Hired to track down a missing kid bent on avenging the brutal murder of a beautiful Vietnamese refugee, Dan Fortune finds himself deep in a nasty network of white slavery, narcotics and hired killers. The bloody trail of bodies gets uglier and more complex by the minute. Fortune has to make it all add up---before someone adds his name to the list.
Michael Collins was a Pseudonym of Dennis Lynds (1924–2005), a renowned author of mystery fiction. Raised in New York City, he earned a Bronze Star and a Purple Heart during World War II, before returning to New York to become a magazine editor. He published his first book, a war novel called Combat Soldier, in 1962, before moving to California to write for television.
Two years later Collins published the Edgar Award–winning Act of Fear (1967), which introduced his best-known character: the one-armed private detective Dan Fortune. The Fortune series would last for more than a dozen novels, spanning three decades, and is credited with marking a more politically aware era in private-eye fiction. Besides the Fortune novels, the incredibly prolific Collins wrote science fiction, literary fiction, and several other mystery series. He died in Santa Barbara in 2005.
Dan Fortune has one arm. I figured that out at the third hint. The fourth mention, they came right out and said it.
A Vietnamese woman is killed on the Minnesota Strip. That's a section of New York City. She'd been living with an American family in Long Island. Their son was involved in some way and is missing.
Mostly, this book is a lot of exposition. Exposition about Vietnam, drugs, the poor, the middle class, the evils of capitalism, etc.
Dan Fortune runs around talking to people and not finding anything out. Over and over. Finally, some things start coming together and the troubles go way deeper than the initial crime. I couldn't wait for this book to be over.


## AIM OF THE EXERCISE
Bring together all lines from the listing below that contain the string "Where".

## EXTRACTED INFORMATION
──────────

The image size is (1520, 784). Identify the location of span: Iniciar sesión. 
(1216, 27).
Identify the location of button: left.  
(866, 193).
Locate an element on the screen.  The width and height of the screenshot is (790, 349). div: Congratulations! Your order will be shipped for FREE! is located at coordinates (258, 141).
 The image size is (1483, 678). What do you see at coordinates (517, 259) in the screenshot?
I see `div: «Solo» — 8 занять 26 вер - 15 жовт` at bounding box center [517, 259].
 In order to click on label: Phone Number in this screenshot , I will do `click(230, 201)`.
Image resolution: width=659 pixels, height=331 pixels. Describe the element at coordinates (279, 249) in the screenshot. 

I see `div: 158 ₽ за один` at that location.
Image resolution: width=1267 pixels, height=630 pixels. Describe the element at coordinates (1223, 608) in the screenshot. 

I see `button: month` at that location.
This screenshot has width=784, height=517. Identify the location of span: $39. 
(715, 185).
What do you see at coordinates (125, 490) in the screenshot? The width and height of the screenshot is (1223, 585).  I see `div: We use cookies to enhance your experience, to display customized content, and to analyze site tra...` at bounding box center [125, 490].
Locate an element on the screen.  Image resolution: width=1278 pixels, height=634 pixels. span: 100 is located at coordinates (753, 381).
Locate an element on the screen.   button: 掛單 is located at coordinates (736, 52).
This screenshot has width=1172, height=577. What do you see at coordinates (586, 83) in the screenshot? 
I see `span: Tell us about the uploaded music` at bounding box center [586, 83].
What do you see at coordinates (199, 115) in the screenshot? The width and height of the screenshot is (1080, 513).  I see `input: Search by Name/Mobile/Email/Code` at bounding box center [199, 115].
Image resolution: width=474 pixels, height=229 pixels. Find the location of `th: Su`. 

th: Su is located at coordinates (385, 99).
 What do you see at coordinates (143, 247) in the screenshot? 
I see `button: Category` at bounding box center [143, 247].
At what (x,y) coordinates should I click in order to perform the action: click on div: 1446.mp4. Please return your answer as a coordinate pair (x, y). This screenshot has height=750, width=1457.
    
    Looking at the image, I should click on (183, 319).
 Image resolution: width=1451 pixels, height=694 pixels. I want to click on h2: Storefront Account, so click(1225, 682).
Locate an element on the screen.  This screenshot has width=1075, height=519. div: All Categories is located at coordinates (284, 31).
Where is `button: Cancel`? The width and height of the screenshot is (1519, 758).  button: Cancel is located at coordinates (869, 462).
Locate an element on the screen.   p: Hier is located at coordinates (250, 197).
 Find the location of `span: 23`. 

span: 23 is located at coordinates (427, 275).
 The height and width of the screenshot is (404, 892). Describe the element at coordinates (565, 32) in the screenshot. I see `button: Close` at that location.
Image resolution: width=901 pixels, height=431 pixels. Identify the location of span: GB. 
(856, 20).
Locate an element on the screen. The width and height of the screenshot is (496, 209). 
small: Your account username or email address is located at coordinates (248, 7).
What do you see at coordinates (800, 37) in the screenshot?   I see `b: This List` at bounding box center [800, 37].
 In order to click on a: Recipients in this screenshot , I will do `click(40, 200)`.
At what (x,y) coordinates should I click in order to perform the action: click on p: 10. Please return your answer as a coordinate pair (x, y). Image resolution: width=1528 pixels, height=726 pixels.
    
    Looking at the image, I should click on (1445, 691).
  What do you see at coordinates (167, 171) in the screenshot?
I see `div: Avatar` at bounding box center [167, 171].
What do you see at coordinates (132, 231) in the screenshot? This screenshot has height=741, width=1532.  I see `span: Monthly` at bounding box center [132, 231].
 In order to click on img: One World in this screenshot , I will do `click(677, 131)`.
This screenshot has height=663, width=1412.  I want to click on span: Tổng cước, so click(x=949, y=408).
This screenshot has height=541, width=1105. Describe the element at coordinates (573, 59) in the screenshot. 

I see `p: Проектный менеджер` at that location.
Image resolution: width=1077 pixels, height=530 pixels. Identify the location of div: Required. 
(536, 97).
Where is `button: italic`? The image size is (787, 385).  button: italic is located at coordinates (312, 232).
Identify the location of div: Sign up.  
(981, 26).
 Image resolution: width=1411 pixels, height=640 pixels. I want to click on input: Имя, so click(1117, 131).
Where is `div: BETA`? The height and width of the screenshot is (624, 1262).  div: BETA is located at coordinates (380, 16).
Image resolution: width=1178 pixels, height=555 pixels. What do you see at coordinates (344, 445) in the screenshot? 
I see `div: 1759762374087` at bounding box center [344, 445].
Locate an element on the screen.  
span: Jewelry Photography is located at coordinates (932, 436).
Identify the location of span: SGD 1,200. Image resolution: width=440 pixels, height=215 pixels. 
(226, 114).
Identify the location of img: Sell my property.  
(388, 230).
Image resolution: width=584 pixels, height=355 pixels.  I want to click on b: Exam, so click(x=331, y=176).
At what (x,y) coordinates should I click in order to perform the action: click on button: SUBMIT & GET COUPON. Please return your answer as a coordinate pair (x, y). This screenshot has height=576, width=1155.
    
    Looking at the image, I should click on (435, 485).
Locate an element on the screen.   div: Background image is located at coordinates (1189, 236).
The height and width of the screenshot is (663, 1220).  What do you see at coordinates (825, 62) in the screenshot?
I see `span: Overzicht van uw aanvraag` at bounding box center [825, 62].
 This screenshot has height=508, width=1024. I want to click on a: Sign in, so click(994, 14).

──────────

## REPLY
Where is `button: Cancel`? The width and height of the screenshot is (1519, 758).  button: Cancel is located at coordinates (869, 462).
Where is `button: italic`? The image size is (787, 385).  button: italic is located at coordinates (312, 232).
Where is `div: BETA`? The height and width of the screenshot is (624, 1262).  div: BETA is located at coordinates (380, 16).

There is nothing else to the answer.